Reputation: 2874
I have a struct which owns various other structs, e.g.
pub struct Computer {
monitor: Monitor,
keyboard: Keyboard,
mouse: Mouse,
printer: Printer
}
some of these child objects require each other, which leads to build errors like "Cannot borrow as mutable more than once at a time".
self.mouse.change_orientation(&mut self.keyboard);
impl Mouse {
fn change_orientation(&mut self, keyboard: &mut Keyboard) {
// ignore the fact that the example does not make much sense,
// for some reason this method really needs to mutate both the mouse
// and the keyboard
}
}
I can imagine this is a common problem / pattern if you come from a more OOP background. There's a container object that owns smaller objects that perform different tasks. When one of these small objects needs a reference to another, the reference is tied to the container object as far as Rust is concerned.
How would you refactor this code so that it works with Rust? I'm a bit hesitant going full on with Rc<RefCell
everything because I do like the benefits of the compile time borrow checker.
Edit: apologies, I have made a mistake. As pointed out in the comment, the example I provided actually works. My bad. What I was trying to do in my actual code was to pass the entire container as a mutable reference, which of course shouldn't work.
Upvotes: 0
Views: 277
Reputation: 36031
Often, these things can be solved via borrow splitting: https://doc.rust-lang.org/nomicon/borrow-splitting.html
I.e. you explicitly make the compiler understand that you are mutating two separate entities.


_Task to carry out_
Please filter the listing below and copy out the lines that hold "processed".

........

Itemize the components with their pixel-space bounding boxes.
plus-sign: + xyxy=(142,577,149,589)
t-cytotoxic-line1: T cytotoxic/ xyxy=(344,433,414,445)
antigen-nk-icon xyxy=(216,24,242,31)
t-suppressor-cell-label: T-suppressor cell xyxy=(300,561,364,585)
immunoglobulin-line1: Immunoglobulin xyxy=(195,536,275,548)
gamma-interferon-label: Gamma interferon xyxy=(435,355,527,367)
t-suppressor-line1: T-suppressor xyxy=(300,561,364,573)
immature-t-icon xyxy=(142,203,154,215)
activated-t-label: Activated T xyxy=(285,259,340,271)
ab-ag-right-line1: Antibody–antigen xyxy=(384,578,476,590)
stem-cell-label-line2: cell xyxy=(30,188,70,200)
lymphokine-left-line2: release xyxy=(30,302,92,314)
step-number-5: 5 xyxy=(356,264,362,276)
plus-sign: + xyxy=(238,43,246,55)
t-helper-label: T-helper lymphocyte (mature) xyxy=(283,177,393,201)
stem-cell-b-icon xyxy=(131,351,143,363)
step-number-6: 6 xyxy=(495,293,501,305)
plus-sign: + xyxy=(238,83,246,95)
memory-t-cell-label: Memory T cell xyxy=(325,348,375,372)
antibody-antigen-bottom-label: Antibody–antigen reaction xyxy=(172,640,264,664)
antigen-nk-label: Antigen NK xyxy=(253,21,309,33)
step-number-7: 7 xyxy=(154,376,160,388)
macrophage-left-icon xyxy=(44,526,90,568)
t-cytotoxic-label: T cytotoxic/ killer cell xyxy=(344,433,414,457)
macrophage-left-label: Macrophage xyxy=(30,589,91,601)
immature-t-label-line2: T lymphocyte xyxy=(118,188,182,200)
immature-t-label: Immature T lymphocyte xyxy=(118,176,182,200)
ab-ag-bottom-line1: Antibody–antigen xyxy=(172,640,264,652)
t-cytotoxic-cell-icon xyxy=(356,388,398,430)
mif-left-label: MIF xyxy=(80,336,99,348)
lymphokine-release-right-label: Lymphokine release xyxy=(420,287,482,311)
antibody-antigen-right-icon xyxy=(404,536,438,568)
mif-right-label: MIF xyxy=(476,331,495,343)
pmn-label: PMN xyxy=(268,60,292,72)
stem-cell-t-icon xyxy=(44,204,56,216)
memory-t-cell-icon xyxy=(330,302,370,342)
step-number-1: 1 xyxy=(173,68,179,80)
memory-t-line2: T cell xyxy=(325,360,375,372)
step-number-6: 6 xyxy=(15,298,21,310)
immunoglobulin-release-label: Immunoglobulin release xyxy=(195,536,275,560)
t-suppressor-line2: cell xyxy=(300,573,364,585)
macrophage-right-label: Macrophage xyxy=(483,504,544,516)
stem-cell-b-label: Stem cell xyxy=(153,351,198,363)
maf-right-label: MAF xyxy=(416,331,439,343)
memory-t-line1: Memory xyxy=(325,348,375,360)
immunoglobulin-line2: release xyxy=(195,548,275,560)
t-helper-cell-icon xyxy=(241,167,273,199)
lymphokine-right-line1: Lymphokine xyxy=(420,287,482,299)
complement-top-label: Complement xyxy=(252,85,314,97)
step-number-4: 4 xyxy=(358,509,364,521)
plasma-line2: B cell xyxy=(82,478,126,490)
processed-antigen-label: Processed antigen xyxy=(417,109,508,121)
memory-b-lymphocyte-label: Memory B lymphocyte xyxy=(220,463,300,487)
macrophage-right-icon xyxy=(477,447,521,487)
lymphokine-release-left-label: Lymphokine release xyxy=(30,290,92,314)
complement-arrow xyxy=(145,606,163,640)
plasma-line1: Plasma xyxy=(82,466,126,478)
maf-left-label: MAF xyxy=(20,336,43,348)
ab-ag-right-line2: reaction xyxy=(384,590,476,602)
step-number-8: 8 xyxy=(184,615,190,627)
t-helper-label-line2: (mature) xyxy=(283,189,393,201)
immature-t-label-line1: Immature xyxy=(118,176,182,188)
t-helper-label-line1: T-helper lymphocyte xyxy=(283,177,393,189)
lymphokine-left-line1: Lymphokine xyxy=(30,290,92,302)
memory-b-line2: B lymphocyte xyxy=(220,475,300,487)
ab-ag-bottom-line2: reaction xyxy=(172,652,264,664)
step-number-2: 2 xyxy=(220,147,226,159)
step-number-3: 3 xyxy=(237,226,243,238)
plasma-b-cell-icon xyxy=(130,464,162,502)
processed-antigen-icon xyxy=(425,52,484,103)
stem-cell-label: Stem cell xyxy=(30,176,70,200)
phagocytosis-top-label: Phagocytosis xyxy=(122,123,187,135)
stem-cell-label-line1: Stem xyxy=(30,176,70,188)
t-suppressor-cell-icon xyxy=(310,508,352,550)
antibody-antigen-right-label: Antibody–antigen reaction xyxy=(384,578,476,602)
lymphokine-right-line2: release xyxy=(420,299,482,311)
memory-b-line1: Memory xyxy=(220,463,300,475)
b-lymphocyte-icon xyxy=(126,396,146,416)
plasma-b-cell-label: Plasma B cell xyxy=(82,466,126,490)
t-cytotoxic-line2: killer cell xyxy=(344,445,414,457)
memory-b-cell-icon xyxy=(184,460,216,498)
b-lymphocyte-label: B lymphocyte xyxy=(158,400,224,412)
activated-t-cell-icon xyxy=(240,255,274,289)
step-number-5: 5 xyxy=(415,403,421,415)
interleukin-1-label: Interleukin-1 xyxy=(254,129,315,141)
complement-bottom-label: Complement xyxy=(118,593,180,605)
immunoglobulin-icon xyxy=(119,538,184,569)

........

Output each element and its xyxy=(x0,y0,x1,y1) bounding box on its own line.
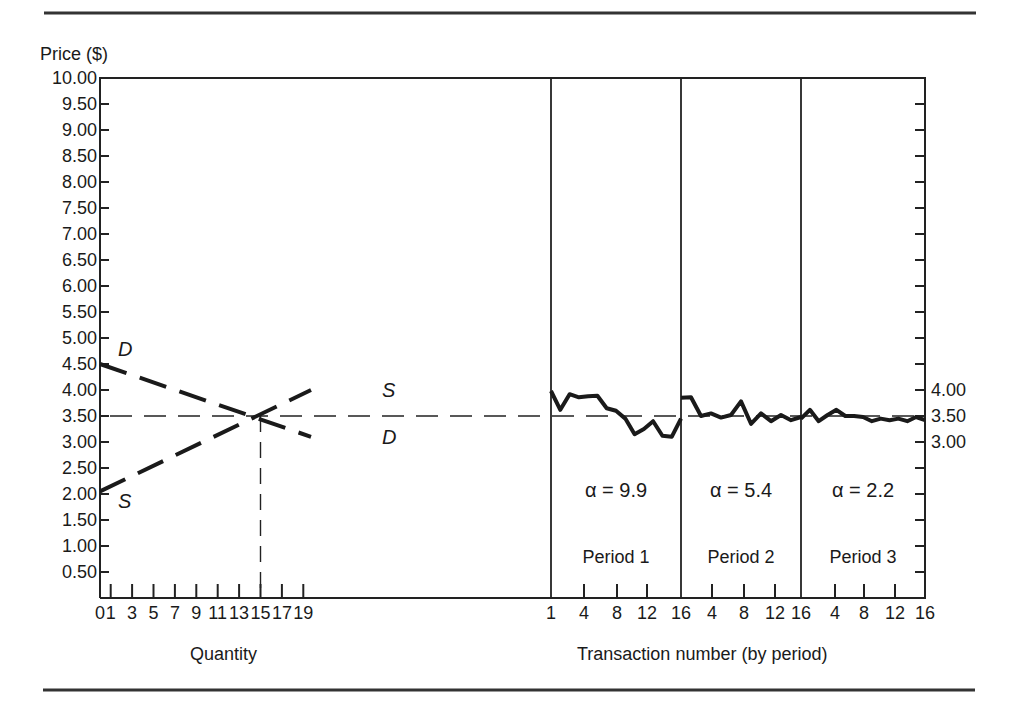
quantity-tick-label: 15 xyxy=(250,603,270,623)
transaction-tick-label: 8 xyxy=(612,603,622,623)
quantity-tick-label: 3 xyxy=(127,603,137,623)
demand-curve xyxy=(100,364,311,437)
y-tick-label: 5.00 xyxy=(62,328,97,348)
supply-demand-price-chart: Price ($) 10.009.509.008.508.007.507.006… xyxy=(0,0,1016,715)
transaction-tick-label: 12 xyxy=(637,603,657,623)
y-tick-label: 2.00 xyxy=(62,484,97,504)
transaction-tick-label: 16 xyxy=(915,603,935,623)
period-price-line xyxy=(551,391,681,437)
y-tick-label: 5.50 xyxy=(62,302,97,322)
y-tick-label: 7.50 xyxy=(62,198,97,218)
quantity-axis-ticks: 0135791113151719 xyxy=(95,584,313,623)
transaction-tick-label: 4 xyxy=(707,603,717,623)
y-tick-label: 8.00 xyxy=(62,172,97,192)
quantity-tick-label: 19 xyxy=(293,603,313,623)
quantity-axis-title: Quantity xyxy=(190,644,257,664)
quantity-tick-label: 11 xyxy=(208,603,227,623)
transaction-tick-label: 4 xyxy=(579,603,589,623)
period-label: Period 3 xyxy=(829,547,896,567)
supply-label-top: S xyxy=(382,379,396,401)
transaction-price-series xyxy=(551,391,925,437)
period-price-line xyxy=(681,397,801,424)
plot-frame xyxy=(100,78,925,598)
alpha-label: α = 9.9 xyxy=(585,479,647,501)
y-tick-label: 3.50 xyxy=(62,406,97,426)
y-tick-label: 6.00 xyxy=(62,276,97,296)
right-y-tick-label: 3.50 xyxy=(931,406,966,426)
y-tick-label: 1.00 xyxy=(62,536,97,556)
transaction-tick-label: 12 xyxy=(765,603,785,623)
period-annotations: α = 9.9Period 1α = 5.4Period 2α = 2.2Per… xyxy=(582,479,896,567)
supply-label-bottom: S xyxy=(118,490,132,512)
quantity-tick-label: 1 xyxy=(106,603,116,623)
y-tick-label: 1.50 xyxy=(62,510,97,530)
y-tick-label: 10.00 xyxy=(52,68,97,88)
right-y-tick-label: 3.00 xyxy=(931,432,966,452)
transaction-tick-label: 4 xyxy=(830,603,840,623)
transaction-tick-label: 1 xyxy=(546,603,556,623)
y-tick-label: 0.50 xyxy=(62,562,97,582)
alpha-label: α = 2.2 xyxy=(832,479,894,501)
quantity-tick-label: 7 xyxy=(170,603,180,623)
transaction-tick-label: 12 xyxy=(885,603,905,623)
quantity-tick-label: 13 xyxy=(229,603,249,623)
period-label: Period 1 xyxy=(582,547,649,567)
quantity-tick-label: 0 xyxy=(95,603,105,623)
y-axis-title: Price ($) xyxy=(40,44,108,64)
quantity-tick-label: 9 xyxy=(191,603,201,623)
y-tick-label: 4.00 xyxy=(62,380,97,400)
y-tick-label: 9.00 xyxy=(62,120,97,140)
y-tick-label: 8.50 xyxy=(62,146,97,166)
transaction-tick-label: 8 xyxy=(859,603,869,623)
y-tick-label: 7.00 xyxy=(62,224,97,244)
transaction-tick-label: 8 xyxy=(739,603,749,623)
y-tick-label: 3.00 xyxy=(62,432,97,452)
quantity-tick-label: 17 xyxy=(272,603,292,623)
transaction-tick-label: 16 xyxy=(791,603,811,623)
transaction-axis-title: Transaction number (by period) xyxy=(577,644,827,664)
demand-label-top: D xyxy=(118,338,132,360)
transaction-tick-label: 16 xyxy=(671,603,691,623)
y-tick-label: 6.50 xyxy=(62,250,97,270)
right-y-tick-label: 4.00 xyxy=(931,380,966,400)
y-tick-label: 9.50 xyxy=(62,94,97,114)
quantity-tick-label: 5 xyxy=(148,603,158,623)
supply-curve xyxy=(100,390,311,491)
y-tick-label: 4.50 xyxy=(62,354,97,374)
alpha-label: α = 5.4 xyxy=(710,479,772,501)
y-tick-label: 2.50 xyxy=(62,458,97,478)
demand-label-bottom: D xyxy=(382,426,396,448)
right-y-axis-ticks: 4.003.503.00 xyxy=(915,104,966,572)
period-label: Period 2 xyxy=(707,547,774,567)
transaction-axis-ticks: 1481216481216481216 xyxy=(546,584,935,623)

........

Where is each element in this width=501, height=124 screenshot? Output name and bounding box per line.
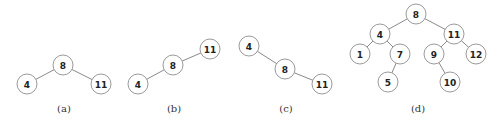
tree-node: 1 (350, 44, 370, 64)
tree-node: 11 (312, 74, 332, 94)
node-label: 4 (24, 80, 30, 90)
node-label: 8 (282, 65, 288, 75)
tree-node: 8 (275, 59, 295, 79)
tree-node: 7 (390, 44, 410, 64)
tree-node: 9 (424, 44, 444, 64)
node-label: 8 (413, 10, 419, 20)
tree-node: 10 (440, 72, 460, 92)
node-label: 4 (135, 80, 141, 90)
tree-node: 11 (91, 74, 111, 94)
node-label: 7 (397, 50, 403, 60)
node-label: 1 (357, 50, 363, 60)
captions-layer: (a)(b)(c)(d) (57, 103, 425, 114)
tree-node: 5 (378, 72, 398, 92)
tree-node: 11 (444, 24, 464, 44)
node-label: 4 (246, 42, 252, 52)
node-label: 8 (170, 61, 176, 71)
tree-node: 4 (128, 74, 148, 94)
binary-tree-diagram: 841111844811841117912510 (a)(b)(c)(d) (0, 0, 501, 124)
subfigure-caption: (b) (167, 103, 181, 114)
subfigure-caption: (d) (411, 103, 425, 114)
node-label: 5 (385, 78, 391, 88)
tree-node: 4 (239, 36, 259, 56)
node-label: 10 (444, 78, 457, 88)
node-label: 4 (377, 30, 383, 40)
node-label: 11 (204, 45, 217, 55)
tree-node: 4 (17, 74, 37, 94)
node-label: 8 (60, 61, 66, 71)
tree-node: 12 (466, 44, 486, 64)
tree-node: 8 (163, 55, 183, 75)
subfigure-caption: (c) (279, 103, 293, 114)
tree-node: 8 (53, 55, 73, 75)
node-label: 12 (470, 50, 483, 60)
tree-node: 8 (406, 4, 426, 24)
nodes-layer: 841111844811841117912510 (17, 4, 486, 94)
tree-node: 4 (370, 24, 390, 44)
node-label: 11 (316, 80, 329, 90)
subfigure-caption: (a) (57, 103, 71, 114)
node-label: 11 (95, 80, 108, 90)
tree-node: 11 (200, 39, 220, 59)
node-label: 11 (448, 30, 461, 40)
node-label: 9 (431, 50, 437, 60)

........

_Exercise solution_
processed-antigen-label: Processed antigen xyxy=(417,109,508,121)
processed-antigen-icon xyxy=(425,52,484,103)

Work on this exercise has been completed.